By Jody Godoy
(Reuters) - The U.S. Consumer Financial Protection Bureau (CFPB) said business and banking groups, including the Chamber of Commerce, engaged in "forum shopping" when they sued in Fort Worth, Texas to block a rule aimed at lowering credit card late fees.
The CFPB urged a federal judge there to deny an injunction blocking the rule while the case is in progress. The regulator said the lawsuit is likely to fail in part because it was filed in the wrong place.
The late fee rule passed last week applies only to around 35 of the largest card issuers, none of which is based in Fort Worth, the regulator said.
Only one of the groups that sued, the Fort Worth Chamber of Commerce, is based in the court district, and the member it claims was harmed is a bank in Utah, the regulator said in court papers filed on Tuesday.
"Far-flung entities cannot just pay membership fees to an association in their venue of choice to gain access to that venue," the CFPB wrote.
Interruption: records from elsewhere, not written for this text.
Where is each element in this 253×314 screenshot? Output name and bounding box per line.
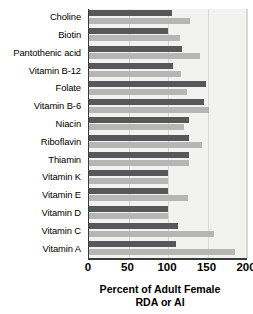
category-label-niacin: Niacin xyxy=(0,119,81,129)
bar-group xyxy=(89,45,247,63)
bar-dark xyxy=(89,63,173,69)
plot-area xyxy=(88,9,247,258)
bar-light xyxy=(89,18,190,24)
bar-dark xyxy=(89,28,168,34)
category-label-vitamin-b-12: Vitamin B-12 xyxy=(0,66,81,76)
category-label-vitamin-e: Vitamin E xyxy=(0,190,81,200)
x-axis-title: Percent of Adult FemaleRDA or AI xyxy=(70,283,250,308)
bar-dark xyxy=(89,46,182,52)
category-label-folate: Folate xyxy=(0,83,81,93)
bar-light xyxy=(89,178,168,184)
bar-light xyxy=(89,195,188,201)
bar-dark xyxy=(89,241,176,247)
bar-light xyxy=(89,124,184,130)
bar-group xyxy=(89,169,247,187)
category-axis-labels: CholineBiotinPantothenic acidVitamin B-1… xyxy=(0,9,84,258)
category-label-vitamin-c: Vitamin C xyxy=(0,226,81,236)
bar-group xyxy=(89,151,247,169)
bar-dark xyxy=(89,10,172,16)
x-tick-label-0: 0 xyxy=(85,261,91,273)
bar-dark xyxy=(89,188,168,194)
x-axis-title-line-1: Percent of Adult Female xyxy=(70,283,250,296)
bar-light xyxy=(89,142,202,148)
x-tick-label-100: 100 xyxy=(157,261,176,273)
category-label-vitamin-d: Vitamin D xyxy=(0,208,81,218)
x-axis-title-line-2: RDA or AI xyxy=(70,296,250,309)
category-label-vitamin-a: Vitamin A xyxy=(0,244,81,254)
category-label-riboflavin: Riboflavin xyxy=(0,137,81,147)
bar-dark xyxy=(89,152,189,158)
x-tick-label-200: 200 xyxy=(236,261,253,273)
bar-dark xyxy=(89,206,168,212)
bar-light xyxy=(89,71,181,77)
bar-group xyxy=(89,98,247,116)
gridline-200 xyxy=(247,9,248,258)
bar-light xyxy=(89,53,200,59)
bar-dark xyxy=(89,135,189,141)
bar-group xyxy=(89,9,247,27)
bar-group xyxy=(89,62,247,80)
bar-light xyxy=(89,249,235,255)
bar-light xyxy=(89,89,187,95)
bar-light xyxy=(89,213,168,219)
bar-group xyxy=(89,27,247,45)
bar-dark xyxy=(89,223,178,229)
category-label-pantothenic-acid: Pantothenic acid xyxy=(0,48,81,58)
bar-group xyxy=(89,222,247,240)
category-label-choline: Choline xyxy=(0,12,81,22)
category-label-biotin: Biotin xyxy=(0,30,81,40)
x-axis-tick-labels: 050100150200 xyxy=(88,261,247,277)
bar-light xyxy=(89,35,180,41)
x-tick-label-50: 50 xyxy=(121,261,134,273)
bar-dark xyxy=(89,81,206,87)
bar-dark xyxy=(89,99,204,105)
bar-group xyxy=(89,240,247,258)
bar-group xyxy=(89,134,247,152)
category-label-thiamin: Thiamin xyxy=(0,155,81,165)
bar-light xyxy=(89,107,209,113)
bar-group xyxy=(89,80,247,98)
bar-group xyxy=(89,116,247,134)
bar-group xyxy=(89,187,247,205)
bar-group xyxy=(89,205,247,223)
category-label-vitamin-k: Vitamin K xyxy=(0,172,81,182)
vitamin-rda-bar-chart: CholineBiotinPantothenic acidVitamin B-1… xyxy=(0,0,253,314)
x-tick-label-150: 150 xyxy=(197,261,216,273)
x-axis-line xyxy=(88,258,247,260)
category-label-vitamin-b-6: Vitamin B-6 xyxy=(0,101,81,111)
bar-light xyxy=(89,160,189,166)
bar-dark xyxy=(89,170,168,176)
bar-light xyxy=(89,231,214,237)
bar-dark xyxy=(89,117,189,123)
An attorney for the groups did not immediately reply to a request for comment on Wednesday.
The groups sued last week over the rule, which says that credit card issuers with more than 1 million open accounts can only charge $8 for late fees, unless they can prove higher fees are necessary to cover their costs. The previous rule allowed issuers to charge up to $30, or $41 for subsequent late payments.
The CFPB has said the change will save consumers $10 billion annually.
The business groups said capping late fees would cause irreparable harm through higher card losses and compliance costs for issuers, including on accounts they would have never opened had they known about the cap.
The case was assigned to U.S. District Judge Reed O'Connor, one of two active federal judges in Fort Worth and an appointee of former Republican President George W. Bush.
His rulings have included a 2018 decision declaring unconstitutional the Affordable Care Act, also known as Obamacare. That ruling was reversed on appeal.
The CFPB's reply in the case came hours after the federal judiciary's policymaking body approved a rule to curb "judge shopping" by requiring cases challenging federal or state laws to be assigned randomly among judges within a federal district and not just in the specific courthouse, or division, they are filed in.
Republican state attorneys general, companies and conservative activists have filed dozens of cases in small courthouses in Texas with one or two judges, seeking to block policies enacted under Democratic President Joe Biden, according to a Reuters analysis.